Happy New Year! For some inspiration and hope to kick off 2024, here’s an exciting interview with Executive Director Isa Woldeguiorguis.
Hi Isa! Tell us about your first few months at BARCC.
On my first day at BARCC this October, there was a sign on my door that read “Welcome to BARCC, Isa!” There were flowers and greeting cards filling my office, and even a wedding gift. I felt surrounded by warmth, kindness, and deep welcoming. I’ve continued getting to know our team, a passionate, highly-skilled, extremely dedicated group of professionals, many of whom have been with BARCC for a long time.
“BARCC is a place that so many have come to call home in the last 50 years and I am grateful and excited to grow our legacy.”
What’s the biggest lesson you’ve learned in 2023 that you’ll take into 2024?
I continued learning this year about the importance of building a resilient and caring organizational community where we model support for healing and wellbeing. These are ongoing lessons from both during and after the COVID-19 pandemic that keep resonating with me. Whether we are at work, at home, online, or in our physical neighborhood communities, we can’t do life alone. We are social beings that need each other.
What are you looking forward to in the new year?
That actually ties in well with the last question. I’m most excited about deepening BARCC’s relationships with our communities in greater Boston—for example, being able to connect with more survivors in their own neighborhoods through our partnership with Casa Myrna. We’re also continuing to provide in-person services for groups and individuals, which is a wonderful thing.
What do you think are the biggest challenges BARCC will face in the new year?
There are some significant challenges on the road ahead, from supporting survivors during a significant homelessness and housing crisis, to the shrinking of public funding available for survivor services, to navigating the urgent needs of immigrant survivors.
These challenges are daunting. Along with that, in the past few years, we’ve seen some of the worst aspects of humanity—in high-profile individuals found guilty of sexual violence, in our government, in active genocides and wars across the world, and in a global pandemic.
As a survivor, seeing so much sexual violence happening in the media, seeing rape and sexual violence used repeatedly as weapons of warfare and tools of oppression, is incredibly painful and traumatic. But for me, ultimately, it makes me recommitted to the work we’re doing at BARCC. It makes me even more dedicated to the work we need to do to create a world free from sexual violence. Our organization has devoted 50 years of work toward that mission. And it’s more important than ever for us to stay the course.
“It can be overwhelming when we think we are facing these challenges alone—but we’re in this together, and we can, and do make a difference every day.”
Thank you for sharing that, those are powerful words.
Yes, and you’ll hear me say often, “Go big, or go home. We’re not giving up.” We’re going to double down and work in community, in broad coalitions and in local relationships, across Boston, across the country, across the globe, to ensure that everyone has their bodily autonomy and the right to feel safe. It’s totally understandable to sometimes feel like giving up. But you don’t have to take on the biggest challenges by yourself.
“You just have to tap into that unstoppable hope that together, we can make change. We each may play different roles, but it’s going to take all of us to make progress and move forward.”
Let’s take that energy right into 2024! Do you have any traditions or rituals that help you set your intentions for the new year?
Yes! Each year, my family and I try to make time and space to reflect on the year behind us, and think about where we want to go in the year ahead. We spend time writing out things we’re holding on to, things we might be disappointed about or struggling with, and when it’s not too cold, we sit around a fire and drop in the pieces of paper. I see it as a real resilience-building moment, where we can physically let go of things that are no longer serving us so we can make room for the good in our lives for the upcoming year.
Thank you for sharing that practice! Any last words of advice or inspiration for our BARCC community?
I want to thank everyone for the role they play every day in helping to make our communities safer, more inclusive, more compassionate, and more just. Whether your passion is volunteering on the hotline, fundraising for the Walk for Change, accompanying survivors in the hospital, working as a member of our team, counseling, advocating for legislative solutions, or spreading our messages on social media, you are making a difference.
“You are an important part of this movement, and we are deeply grateful for you. To all in the BARCC community and beyond, I wish you a healthy, peaceful year ahead.”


DIRECTIONS FOR THIS TASK: When you copy the material below, keep every line exact and drop the pictures.

INPUT RECORDS:
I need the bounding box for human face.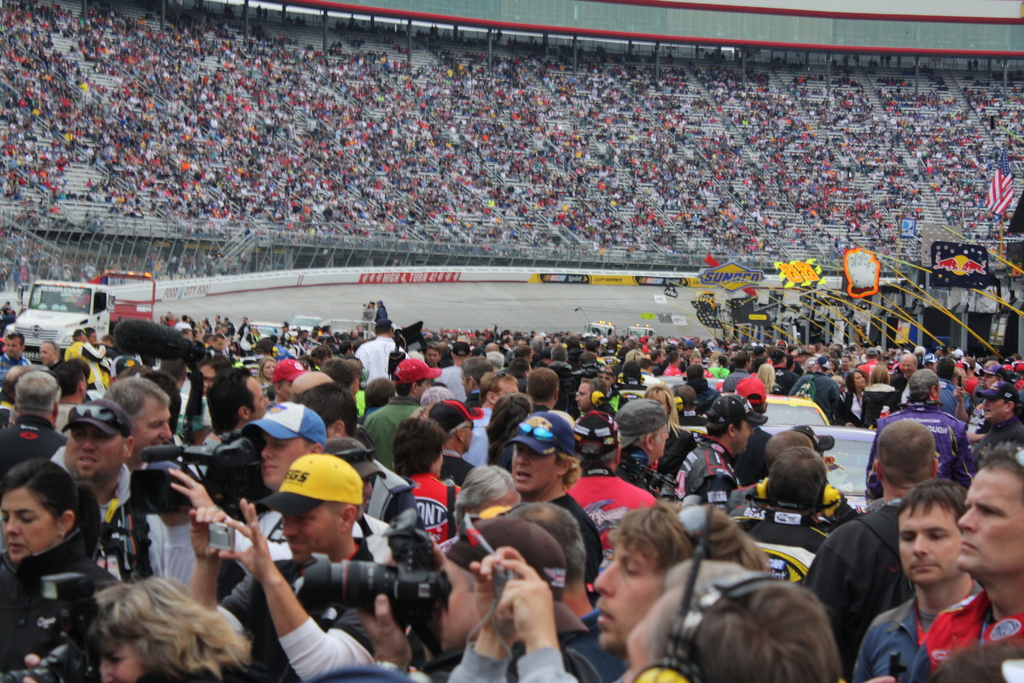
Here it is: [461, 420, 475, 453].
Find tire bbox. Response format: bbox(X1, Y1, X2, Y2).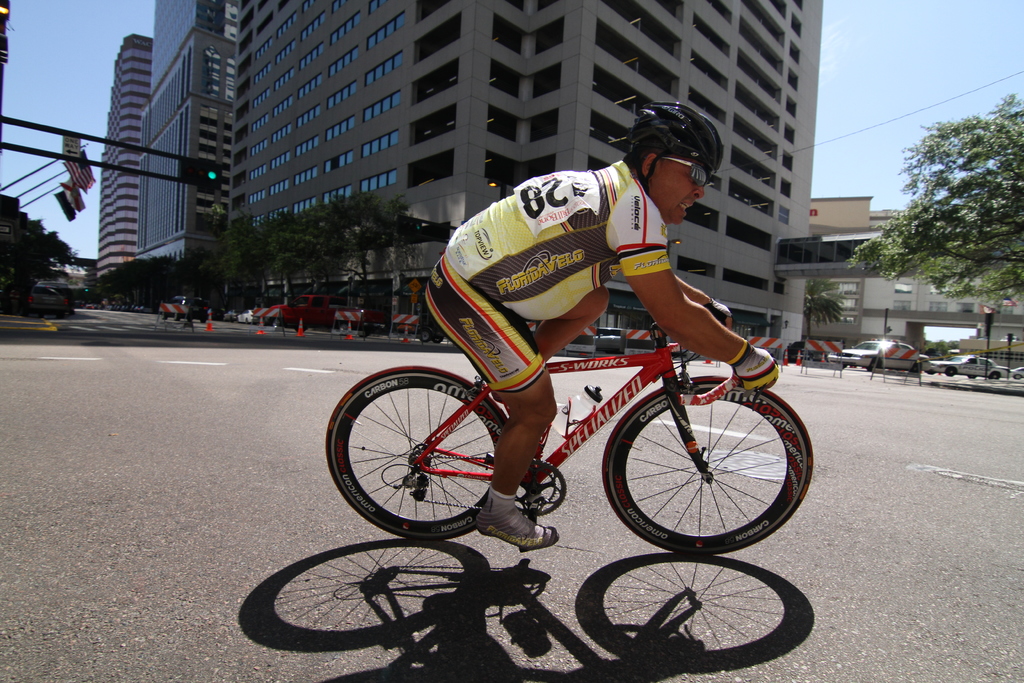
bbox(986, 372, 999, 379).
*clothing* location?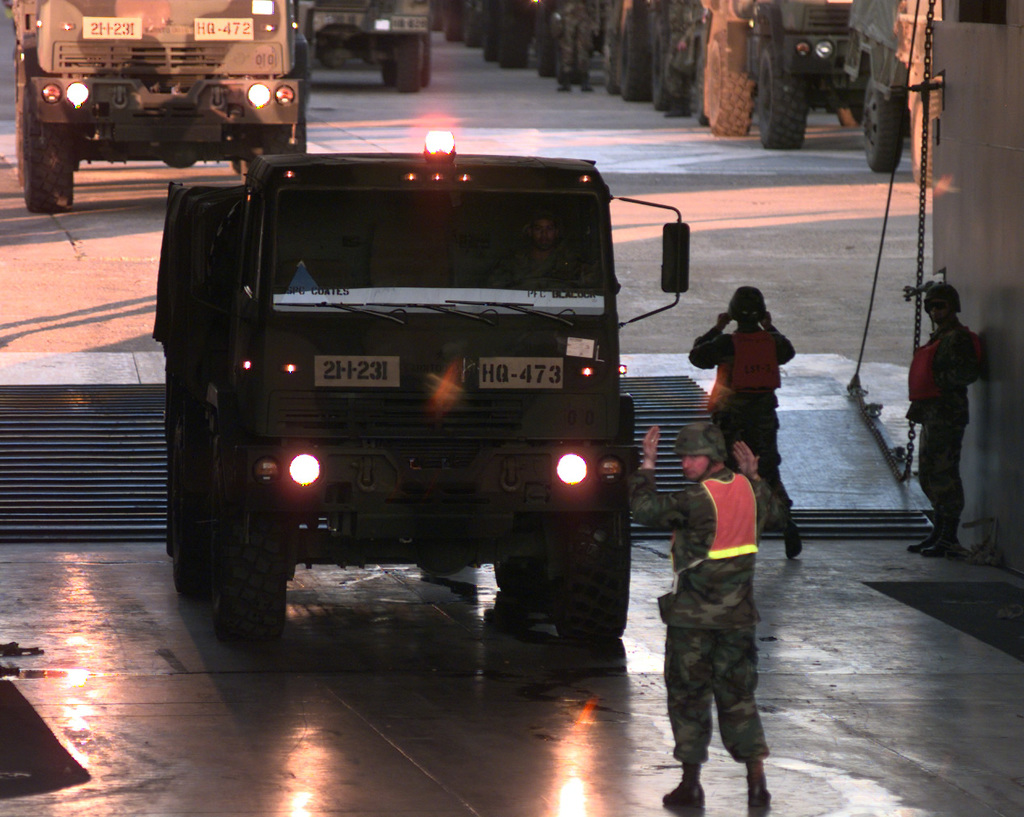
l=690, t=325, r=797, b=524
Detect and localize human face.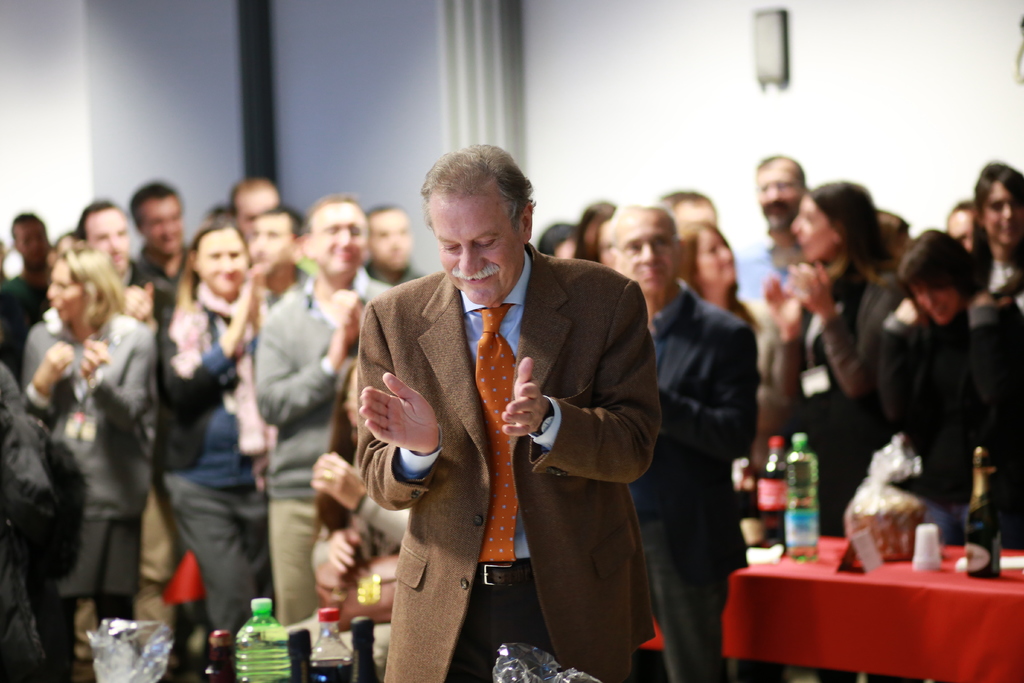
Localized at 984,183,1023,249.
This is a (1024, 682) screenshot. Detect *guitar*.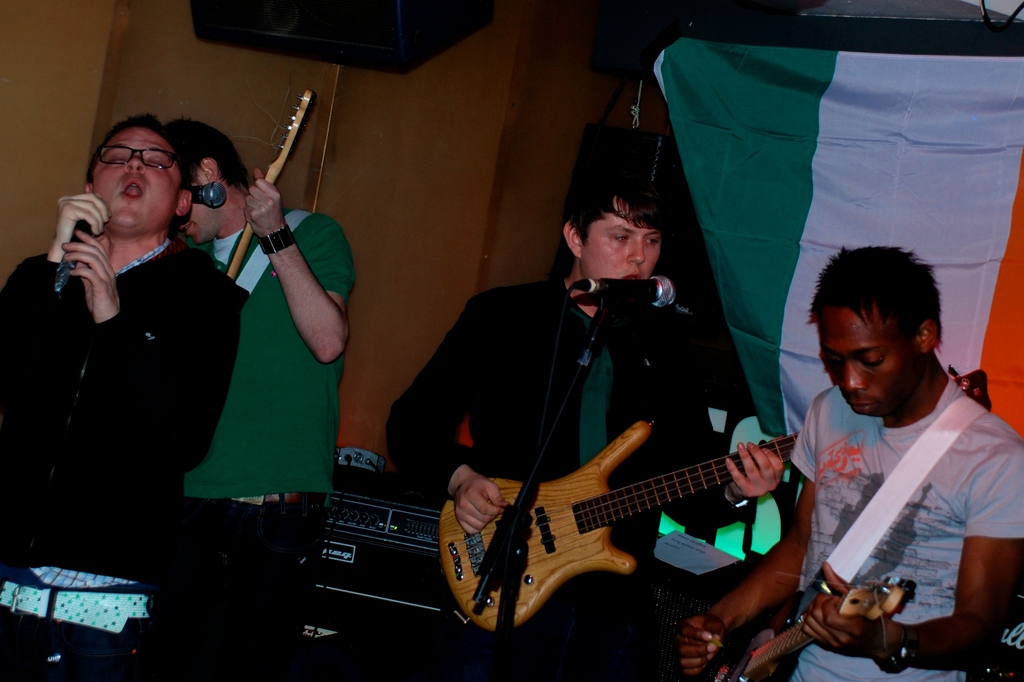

EXERCISE RESULT:
I need the bounding box for human face.
Here it is: [461, 420, 475, 453].
Find tire bbox. Response format: bbox(X1, Y1, X2, Y2).
bbox(986, 372, 999, 379).
*clothing* location?
l=690, t=325, r=797, b=524
Detect and localize human face.
Localized at 984,183,1023,249.
This is a (1024, 682) screenshot. Detect *guitar*.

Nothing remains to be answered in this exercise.